JavaScript Class-Based Object-Oriented Programming (OOP)

Object-oriented Programming (OOP) is a way to model real-world objects in applications using objects and classes. This article overviews object-oriented programming (OOP) in JavaScript and describes three main concepts: classes and instances, inheritance, and encapsulation. After reading this article, can you explain the difference between "classical OOP" and JavaScript's class-based object-oriented model?

Object-oriented programming

Object-oriented programming (OOP) is a programming paradigm fundamental to many programming languages, including Java and C++. In this article, we'll provide an overview of the basic concepts of OOP. We'll describe three main concepts: classes and instances, inheritance, and encapsulation. For now, we'll describe these concepts without reference to JavaScript in particular, so all the examples are given in pseudocode.

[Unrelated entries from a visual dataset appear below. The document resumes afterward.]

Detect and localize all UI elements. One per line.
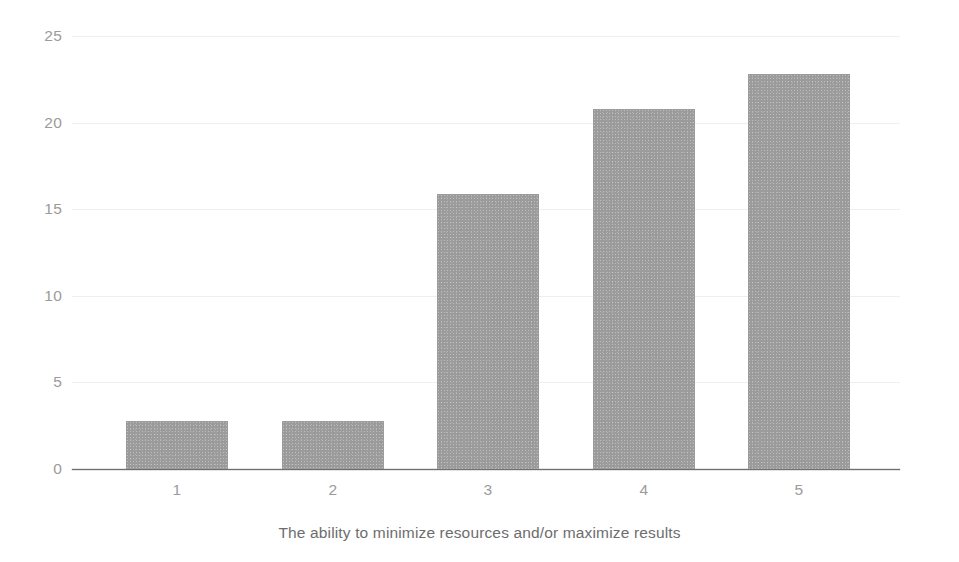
bar-chart-figure: 25 20 15 10 5 0 1 2 3 4 5 [0, 0, 959, 562]
bar-category-1[interactable] [126, 421, 228, 470]
x-axis-baseline [72, 469, 900, 470]
x-axis-tick-labels: 1 2 3 4 5 [72, 481, 900, 505]
x-tick-label-1: 1 [173, 481, 182, 499]
y-tick-label-25: 25 [44, 27, 62, 45]
y-tick-label-20: 20 [44, 114, 62, 132]
y-axis-tick-labels: 25 20 15 10 5 0 [0, 30, 62, 469]
y-tick-label-5: 5 [53, 373, 62, 391]
bars-layer [72, 30, 900, 469]
x-axis-title: The ability to minimize resources and/or… [0, 524, 959, 542]
bar-category-3[interactable] [437, 194, 539, 469]
y-tick-label-10: 10 [44, 287, 62, 305]
x-tick-label-3: 3 [484, 481, 493, 499]
bar-category-2[interactable] [282, 421, 384, 470]
bar-category-4[interactable] [593, 109, 695, 469]
x-tick-label-4: 4 [640, 481, 649, 499]
bar-category-5[interactable] [748, 74, 850, 469]
y-tick-label-0: 0 [53, 460, 62, 478]
plot-area [72, 30, 900, 469]
x-tick-label-2: 2 [329, 481, 338, 499]
y-tick-label-15: 15 [44, 200, 62, 218]
x-tick-label-5: 5 [795, 481, 804, 499]
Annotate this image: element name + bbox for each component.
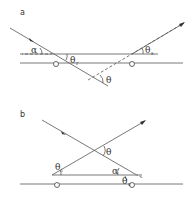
theta-arc-b (103, 146, 105, 156)
atom-a1 (54, 62, 59, 67)
scattered-beam-a (132, 23, 184, 54)
atom-a2 (130, 62, 135, 67)
diffraction-diagram: a α θ r θ s θ b θ i α θ s θ (0, 0, 194, 197)
alpha-label-a: α (31, 45, 37, 55)
theta-i-label: θ (55, 162, 60, 172)
theta-s-label-b: θ (122, 176, 127, 186)
theta-s-arc-a (142, 48, 143, 54)
arrow-in-a (29, 38, 34, 42)
alpha-label-b: α (112, 166, 118, 176)
arrow-out-a (179, 22, 185, 27)
theta-s-label-a: θ (145, 45, 150, 55)
scattered-beam-b (52, 121, 145, 175)
theta-label-b: θ (106, 147, 111, 157)
theta-r-arc (66, 54, 67, 60)
theta-s-sub-b: s (128, 181, 131, 187)
theta-label-a: θ (106, 75, 111, 85)
panel-b-label: b (20, 110, 25, 119)
panel-a-label: a (20, 8, 25, 17)
theta-r-label: θ (70, 55, 75, 65)
arrow-in-b (61, 131, 66, 135)
atom-b1 (55, 183, 60, 188)
arrow-out-b (140, 120, 146, 125)
theta-i-sub: i (61, 167, 63, 173)
alpha-arc-a (40, 48, 42, 54)
theta-s-sub-a: s (151, 50, 154, 56)
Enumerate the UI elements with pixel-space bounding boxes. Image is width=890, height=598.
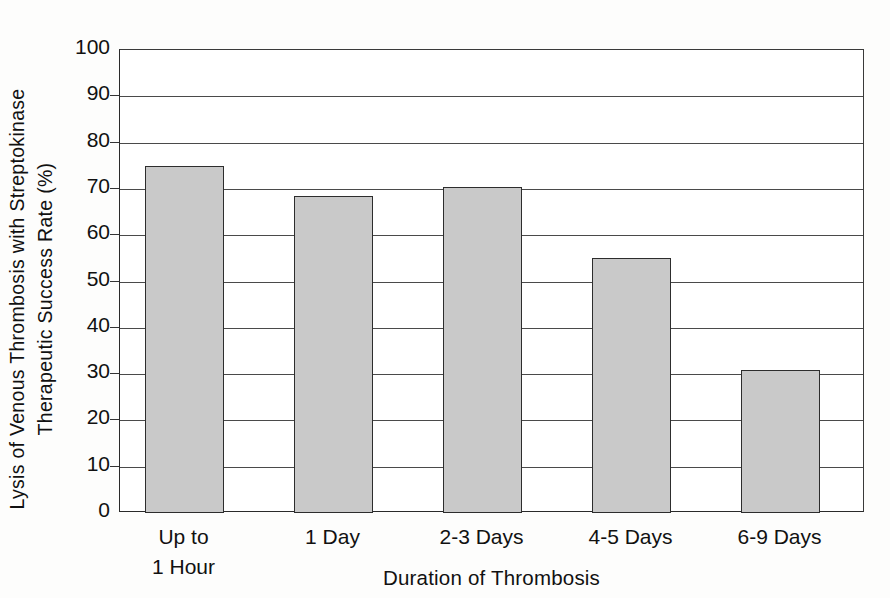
bar	[443, 187, 522, 513]
y-axis-title-line-1: Lysis of Venous Thrombosis with Streptok…	[3, 88, 31, 509]
y-axis-tick-mark	[110, 234, 119, 235]
x-axis-title: Duration of Thrombosis	[119, 566, 864, 590]
y-axis-tick-label: 90	[48, 81, 110, 105]
bar	[592, 258, 671, 513]
y-axis-tick-label: 80	[48, 128, 110, 152]
y-axis-tick-mark	[110, 95, 119, 96]
y-axis-tick-label: 0	[48, 498, 110, 522]
y-axis-tick-mark	[110, 142, 119, 143]
y-axis-title-line-2: Therapeutic Success Rate (%)	[31, 88, 59, 509]
y-axis-tick-mark	[110, 327, 119, 328]
gridline	[120, 96, 863, 97]
x-axis-tick-label: 6-9 Days	[690, 522, 870, 552]
gridline	[120, 143, 863, 144]
y-axis-tick-label: 20	[48, 405, 110, 429]
y-axis-tick-mark	[110, 188, 119, 189]
bar	[145, 166, 224, 513]
y-axis-tick-label: 50	[48, 267, 110, 291]
y-axis-tick-mark	[110, 466, 119, 467]
plot-area	[119, 49, 864, 512]
bar	[741, 370, 820, 514]
bar-chart-figure: Lysis of Venous Thrombosis with Streptok…	[0, 0, 890, 598]
bar	[294, 196, 373, 513]
x-axis-tick-label-line: 6-9 Days	[690, 522, 870, 552]
y-axis-tick-mark	[110, 281, 119, 282]
y-axis-tick-label: 30	[48, 359, 110, 383]
y-axis-tick-label: 60	[48, 220, 110, 244]
y-axis-tick-label: 10	[48, 452, 110, 476]
y-axis-tick-label: 70	[48, 174, 110, 198]
y-axis-tick-label: 40	[48, 313, 110, 337]
y-axis-tick-mark	[110, 373, 119, 374]
y-axis-tick-mark	[110, 419, 119, 420]
y-axis-tick-label: 100	[48, 35, 110, 59]
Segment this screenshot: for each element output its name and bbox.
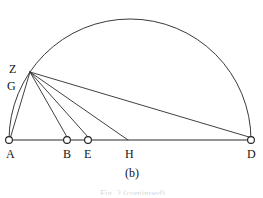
ray-z-to-h [30, 72, 128, 140]
faint-text-fragment: Fig. 2 (continued) [100, 189, 165, 195]
point-label-d: D [247, 148, 256, 160]
vertex-marker-b [64, 137, 71, 144]
ray-z-to-e [30, 72, 88, 137]
point-label-e: E [84, 148, 92, 160]
vertex-marker-e [85, 137, 92, 144]
figure-container: Z G A B E H D (b) Fig. 2 (continued) [0, 0, 263, 198]
point-label-h: H [125, 148, 134, 160]
point-label-a: A [6, 148, 15, 160]
point-label-b: B [63, 148, 71, 160]
point-label-z: Z [9, 63, 17, 75]
vertex-marker-d [248, 137, 255, 144]
ray-z-to-d [30, 72, 249, 137]
vertex-marker-a [6, 137, 13, 144]
semicircle-arc [9, 19, 251, 140]
point-label-g: G [7, 80, 16, 92]
figure-caption: (b) [125, 167, 139, 179]
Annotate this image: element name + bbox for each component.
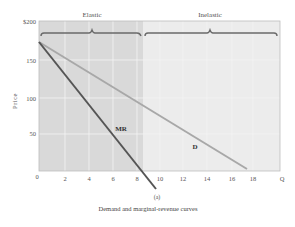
elastic-label: Elastic	[82, 11, 101, 19]
x-tick-4: 4	[87, 175, 91, 182]
x-tick-6: 6	[111, 175, 115, 182]
inelastic-label: Inelastic	[198, 11, 222, 19]
x-tick-16: 16	[229, 175, 236, 182]
inelastic-region	[143, 21, 280, 171]
mr-label: MR	[115, 125, 128, 133]
x-tick-12: 12	[180, 175, 187, 182]
y-tick-50: 50	[30, 130, 37, 137]
panel-label: (a)	[154, 194, 161, 201]
y-tick-100: 100	[26, 95, 36, 102]
x-tick-10: 10	[157, 175, 164, 182]
x-tick-18: 18	[250, 175, 257, 182]
d-label: D	[192, 143, 197, 151]
y-tick-200: $200	[23, 18, 36, 25]
y-axis-label: Price	[11, 93, 18, 109]
x-tick-14: 14	[204, 175, 211, 182]
y-tick-150: 150	[26, 57, 36, 64]
demand-mr-chart: Elastic Inelastic MR D $200 150 100 50 P…	[0, 0, 295, 227]
x-tick-8: 8	[135, 175, 138, 182]
chart-caption: Demand and marginal-revenue curves	[99, 205, 198, 212]
x-tick-0: 0	[35, 173, 38, 180]
x-tick-2: 2	[63, 175, 66, 182]
x-axis-label: Q	[280, 175, 285, 182]
x-ticks: 0 2 4 6 8 10 12 14 16 18 Q	[35, 173, 284, 182]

Note: To be precise, the features described here are of a particular style of OOP called class-based or "classical" OOP. When people talk about OOP, this is generally the type that they mean.

After that, in JavaScript, we'll look at how constructors and the prototype chain relate to these OOP concepts, and how they differ. In the next article, we'll look at some additional features of JavaScript that make it easier to implement object-oriented programs.

Prerequisites: Understanding JavaScript functions, familiarity with JavaScript basics (see First steps and Building blocks), and OOJS basics (see Introduction to objects and Object prototypes).
Objective: To understand the basic concepts of class-based object-oriented programming.


Object-oriented programming is about modeling a system as a collection of objects, where each object represents some particular aspect of the system. Objects contain both functions (or methods) and data. An object provides a public interface to other code that wants to use it but maintains its own private, internal state; other parts of the system don't have to care about what is going on inside the object.